2016-10-10 – Trump’s appeal is in being a bad boy and he knows it. That’s why he talks about puncturing “political correctness.” That’s why he talks trash when other politicians talk policy. That’s how he won the Republican nomination. Because that’s the party that values disdain over the harder work of getting anything done for the nation.
Trump’s self-knowledge about this was in full view in last night’s debate with Hillary Clinton when he said: “I’ll tell you what. I didn’t think I’d say this, but I’m going to say it, and I hate to say it.”
He could have said this about most of his outrageous statements—and last night was not the first time he used a formulation like this. Sometimes he uses it as a tease—praising himself for not saying the outrageous thing. But last night he said it.
And the outrageous thing he said was that he’d try to lock Hillary up if he wins the election.
Pretty outrageous, but just one in a string of outrageous things he’s said over the course of the campaign. Shock value has worked for him. A sizeable fraction of the electorate wants someone to shake things up. They wanted him first to destroy the Republican Party. Done. And now they want him to destroy the governing structures of the nation.
A sizeable fraction, but never a majority.
This fraction is subdivided into “deplorables” and a poorly defined other group (Hillary’s other “half”) that is simply frustrated with the way things are—the people that Democrats like to say vote against their interests.
The sad part is that, while the deplorables might be happy with a Trump presidency, the frustrated group is just going to get more and more frustrated.
If Hillary can find a way to reach out to the frustrated group in victory (and she has talked in those terms often—though she is ignored on that point because it doesn’t fit the narrative), Trump will have done more good inadvertently by being the bad boy than he could possibly do as President.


- [Activity]: Write out the data below exactly as given, without any of its pictures.

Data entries
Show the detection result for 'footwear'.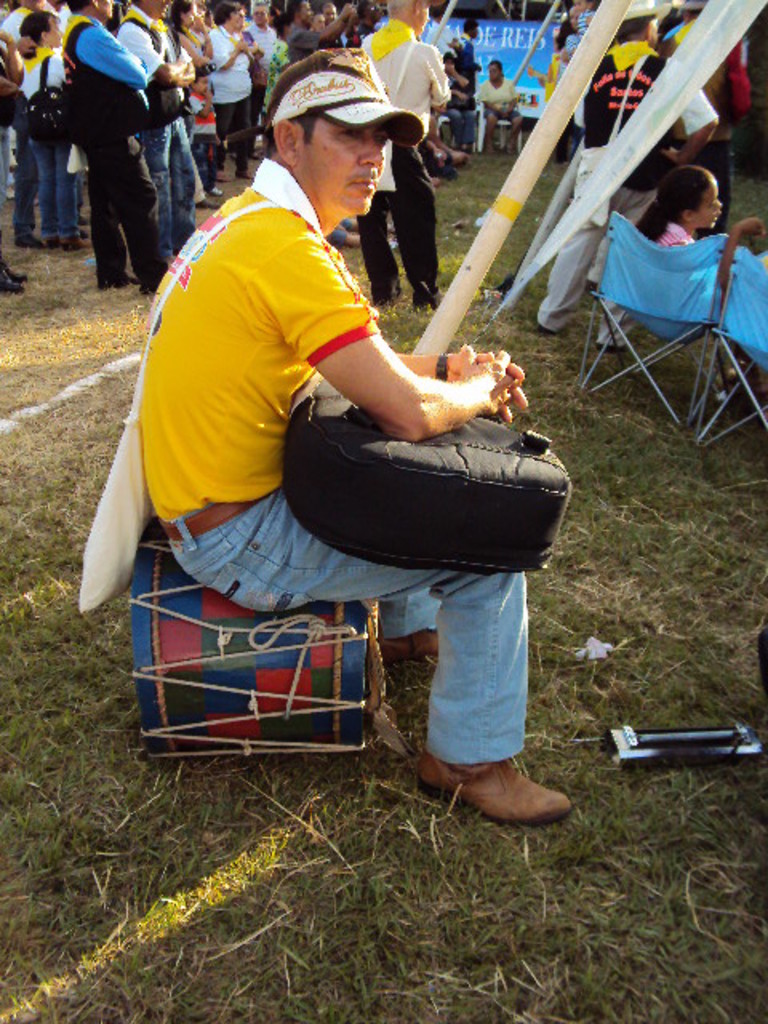
box(374, 626, 443, 662).
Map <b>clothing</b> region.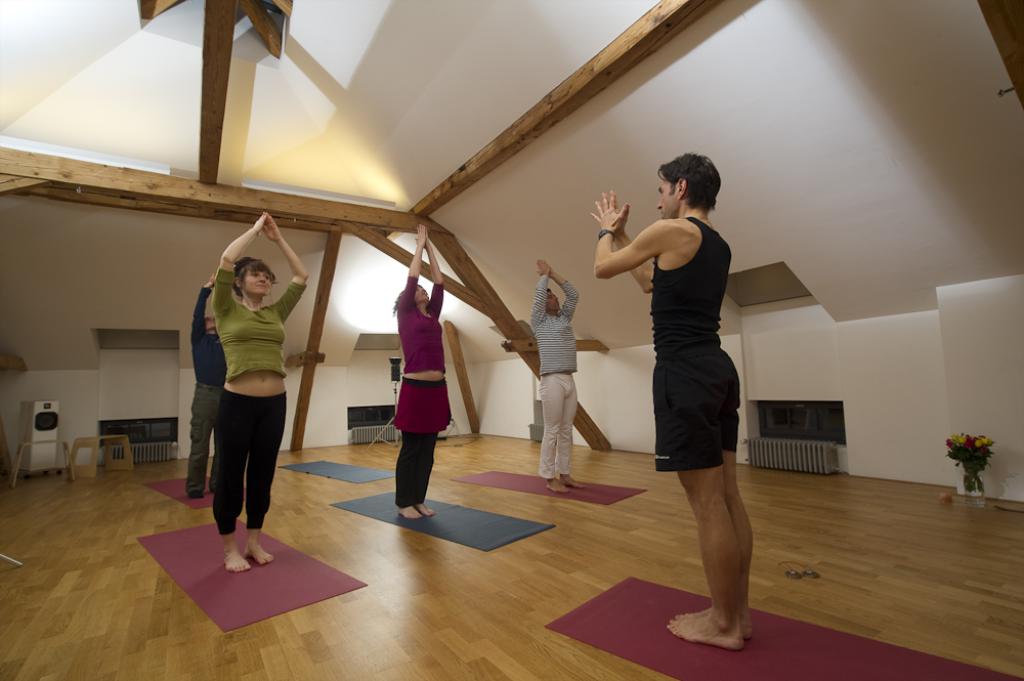
Mapped to (654, 214, 740, 472).
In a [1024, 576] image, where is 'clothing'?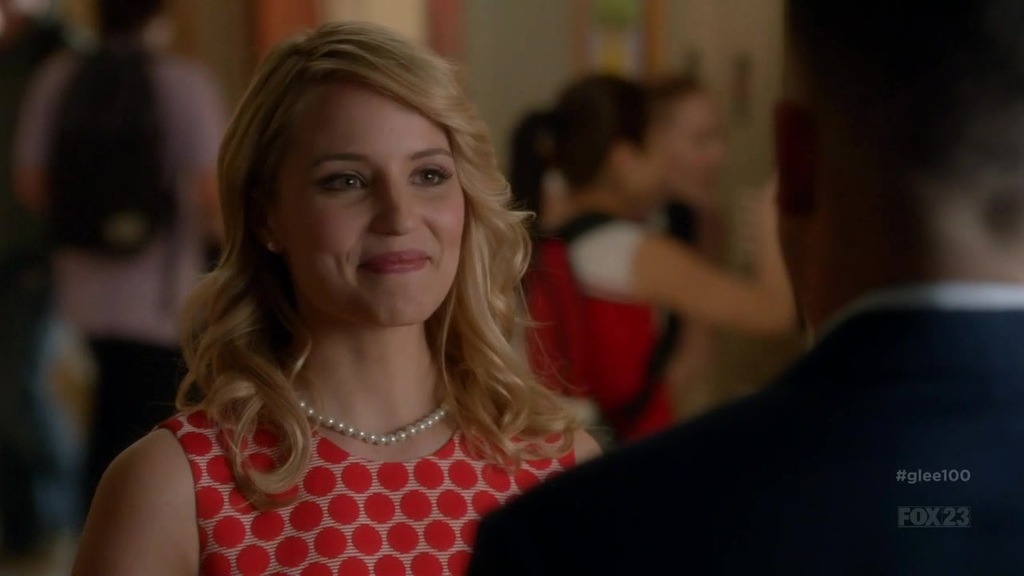
left=482, top=246, right=1023, bottom=568.
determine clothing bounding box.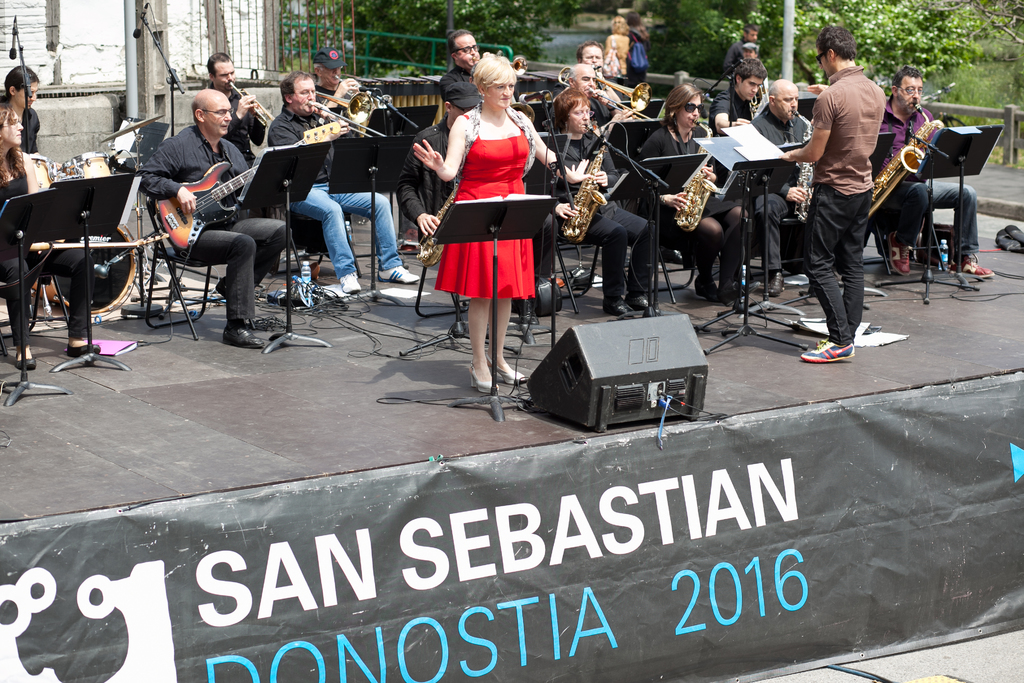
Determined: detection(0, 149, 99, 346).
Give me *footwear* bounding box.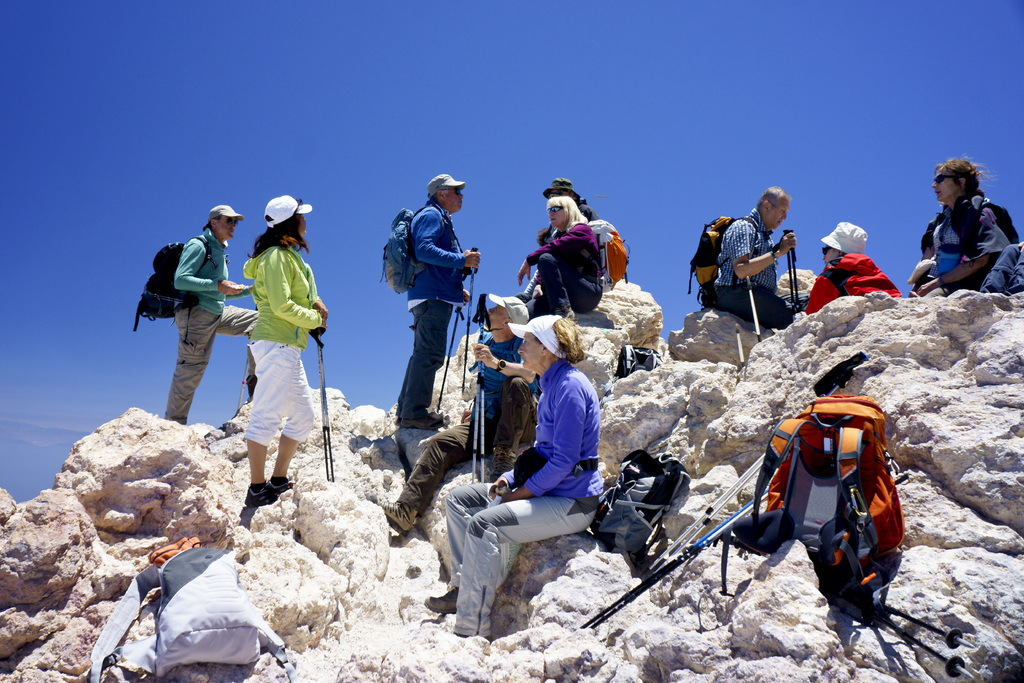
bbox(367, 491, 426, 539).
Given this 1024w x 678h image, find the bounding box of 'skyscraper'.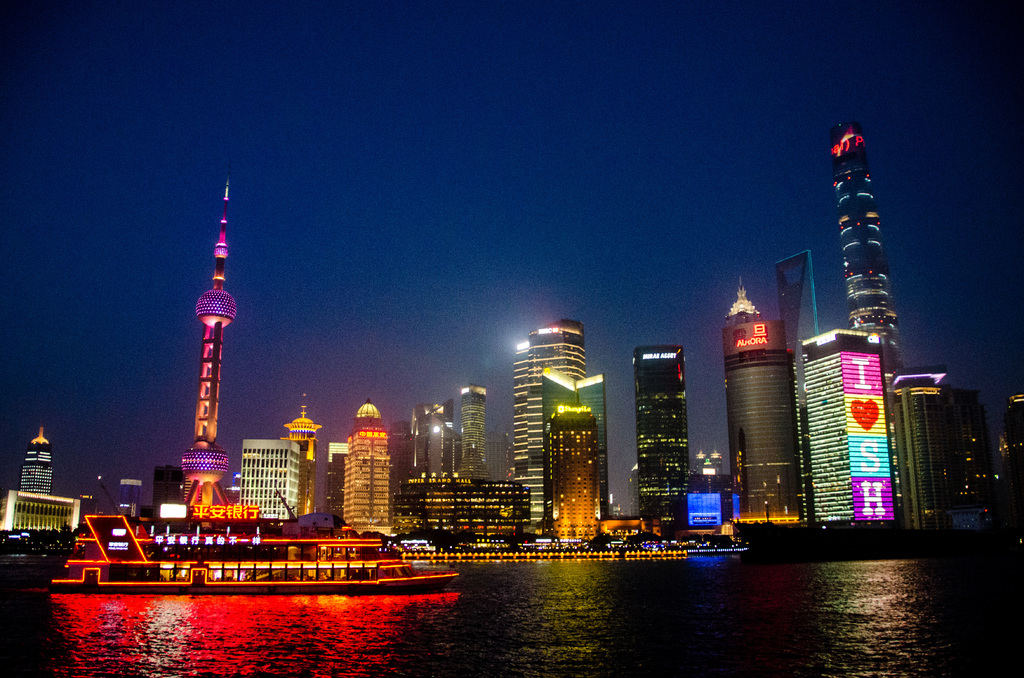
[896,366,956,541].
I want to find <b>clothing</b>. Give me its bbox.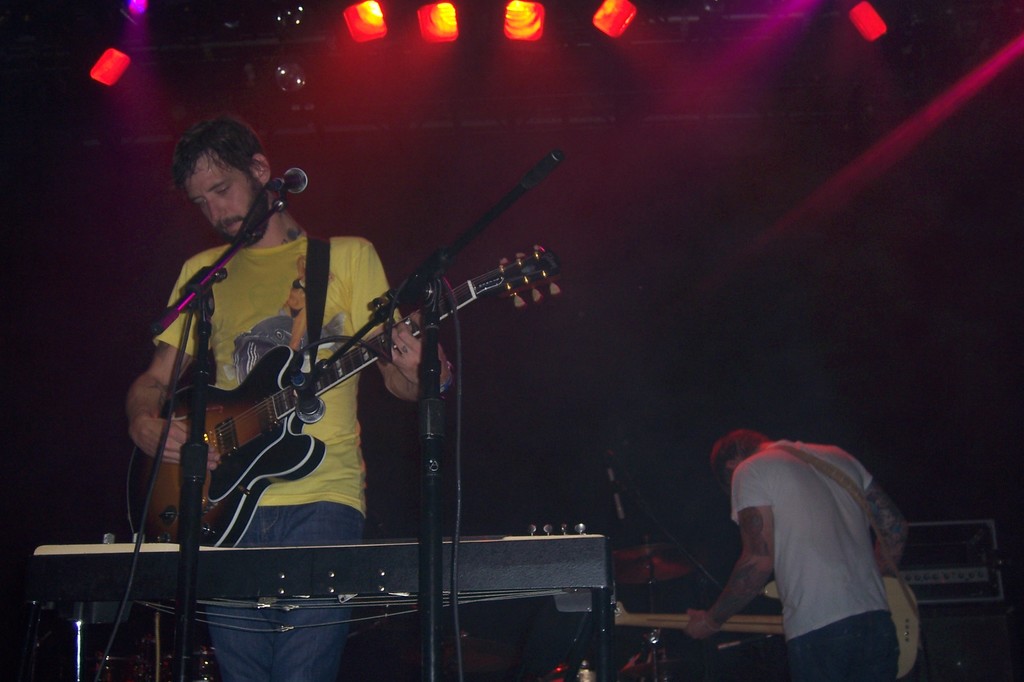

- [Task answer]:
Show the detection result for 'footwear'.
box(374, 626, 443, 662).
Map <b>clothing</b> region.
Mapped to (654, 214, 740, 472).
In a [1024, 576] image, where is 'clothing'?
left=482, top=246, right=1023, bottom=568.
determine clothing bounding box.
Determined: detection(0, 149, 99, 346).
Give me *footwear* bounding box.
bbox(367, 491, 426, 539).
Given this 1024w x 678h image, find the bounding box of 'skyscraper'.
[896,366,956,541].
I want to find <b>clothing</b>. Give me its bbox.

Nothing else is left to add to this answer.